The conversation about the Uvalde shooting has now moved in two directions — one toward the politics, focused on the annual National Rifle Association gathering in Houston and the divergent reactions of Senators Ted Cruz and John Cornyn among other developments; the other toward frustration around the actual story of the Uvalde developments that led to the deaths of so many children and what appears to be a slow response from law enforcement.
There is less focus, of course, on the actual process of grieving — because that is the hardest aspect of this, and the area where we have so little to offer as a culture.
Frustrated onlookers urged police officers to charge into the Texas elementary school where a gunman’s rampage killed 19 children and two teachers, witnesses said Wednesday, as investigators worked to track the massacre that lasted upwards of 40 minutes and ended when the 18-year-old shooter was killed by a Border Patrol team.
“Go in there! Go in there!” nearby women shouted at the officers soon after the attack began, said Juan Carranza, 24, who saw the scene from outside his house, across the street from Robb Elementary School in the close-knit town of Uvalde. Carranza said the officers did not go in.
Javier Cazares, whose fourth grade daughter, Jacklyn Cazares, was killed in the attack, said he raced to the school when he heard about the shooting, arriving while police were still gathered outside the building.
Upset that police were not moving in, he raised the idea of charging into the school with several other bystanders.
“Let’s just rush in because the cops aren’t doing anything like they are supposed to,” he said. “More could have been done.”
“They were unprepared,” he added…
Department of Public Safety Director Steve McCraw told reporters that 40 minutes to an hour elapsed from when Ramos opened fire on the school security officer to when the tactical team shot him, though a department spokesman said later that they could not give a solid estimate of how long the gunman was in the school or when he was killed.
Department of Public Safety officials previously said an armed school officer confronted Ramos as he arrived at the school. Mr. Escalon said Thursday that information was incorrect and no one encountered Ramos as he arrived at the school. “There was not an officer readily available and armed,” Mr. Escalon said.
Ramos shot his grandmother Tuesday morning and drove her truck to Robb Elementary School, crashing the vehicle into a nearby ditch at 11:28 a.m., according to the timeline laid out by Mr. Escalon. He then began shooting at people at a funeral home across the street, prompting a 911 call reporting a gunman at the school at 11:30. Ramos climbed a chain-link fence about 8 feet high onto school grounds and began firing before walking inside, unimpeded, at 11:40. The first police arrived on the scene at 11:44 and exchanged gunfire with Ramos, who locked himself in a fourth-grade classroom. There, he killed the students and teachers.
A Border Patrol tactical team went into the school an hour later, around 12:40 p.m., and was able to get into the classroom and kill Ramos, Mr. Escalon said.
DPS Lt. Chris Olivarez’s explanation of why is unsatisfactory to say the least:
“The active shooter situation, you want to stop the killing, you want to preserve life, but also one thing that – of course, the American people need to understand — that officers are making entry into this building. They do not know where the gunman is. They are hearing gunshots.
“They are receiving gunshots. At that point, if they proceeded any further not knowing where the suspect was at, they could’ve been shot, they could’ve been killed, and that gunman would have had an opportunity to kill other people inside that school.”
The BORTAC officer who ultimately killed the shooter obviously had a different attitude:
Peggy Noonan has more thoughts:
We underestimate how demoralizing these shootings are. They hurt our faith in America (why can’t we handle this?) and the future (what will it be like if this continues?). And there’s the new part of the story that is disturbing, this sense—we’ve had it before—that the police reliably come to the scene but they’ve got some kind of process or procedure that keeps them from fighting their way to the actual site of the shooting. Parents were massing at the school in Uvalde and screaming, “Go in, go in!” They themselves would have, and were possibly stopped. This aspect of the story is not yet clear but you can’t see the emerging videos and not think something went very wrong.
I love cops because I love John Wayne. (Joan Didion: “John Wayne was supposed to give the orders. ‘Let’s ride,’ he said . . . ’ Forward ho.’ ” ) If they’re not John Wayne—commonsensical, gutsy, quick, able to size up the situation—I don’t think I love them. I don’t think anyone else does, either.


» What you are asked to do: How many lines of the data include the string "marker"? State the number and nothing else.

» Items from a figure collection:
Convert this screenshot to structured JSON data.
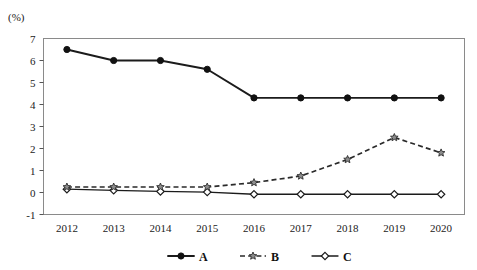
{
  "chart_data": {
    "type": "line",
    "title": "",
    "subtitle": "",
    "unit_label": "(%)",
    "xlabel": "",
    "ylabel": "",
    "categories": [
      "2012",
      "2013",
      "2014",
      "2015",
      "2016",
      "2017",
      "2018",
      "2019",
      "2020"
    ],
    "ylim": [
      -1,
      7
    ],
    "yticks": [
      "7",
      "6",
      "5",
      "4",
      "3",
      "2",
      "1",
      "0",
      "-1"
    ],
    "ytick_values": [
      7,
      6,
      5,
      4,
      3,
      2,
      1,
      0,
      -1
    ],
    "grid": false,
    "legend_position": "bottom",
    "series": [
      {
        "name": "A",
        "marker": "filled-circle",
        "linestyle": "solid",
        "color": "#111111",
        "values": [
          6.5,
          6.0,
          6.0,
          5.6,
          4.3,
          4.3,
          4.3,
          4.3,
          4.3
        ]
      },
      {
        "name": "B",
        "marker": "star",
        "linestyle": "dashed",
        "color": "#8d8d8d",
        "values": [
          0.25,
          0.25,
          0.25,
          0.25,
          0.45,
          0.75,
          1.5,
          2.5,
          1.8
        ]
      },
      {
        "name": "C",
        "marker": "open-diamond",
        "linestyle": "solid",
        "color": "#1b1b1b",
        "values": [
          0.15,
          0.1,
          0.05,
          0.02,
          -0.08,
          -0.08,
          -0.08,
          -0.08,
          -0.08
        ]
      }
    ]
  },
  "legend": {
    "items": [
      {
        "label": "A"
      },
      {
        "label": "B"
      },
      {
        "label": "C"
      }
    ]
  },
  "axis": {
    "unit": "(%)"
  }
}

» Task result: 3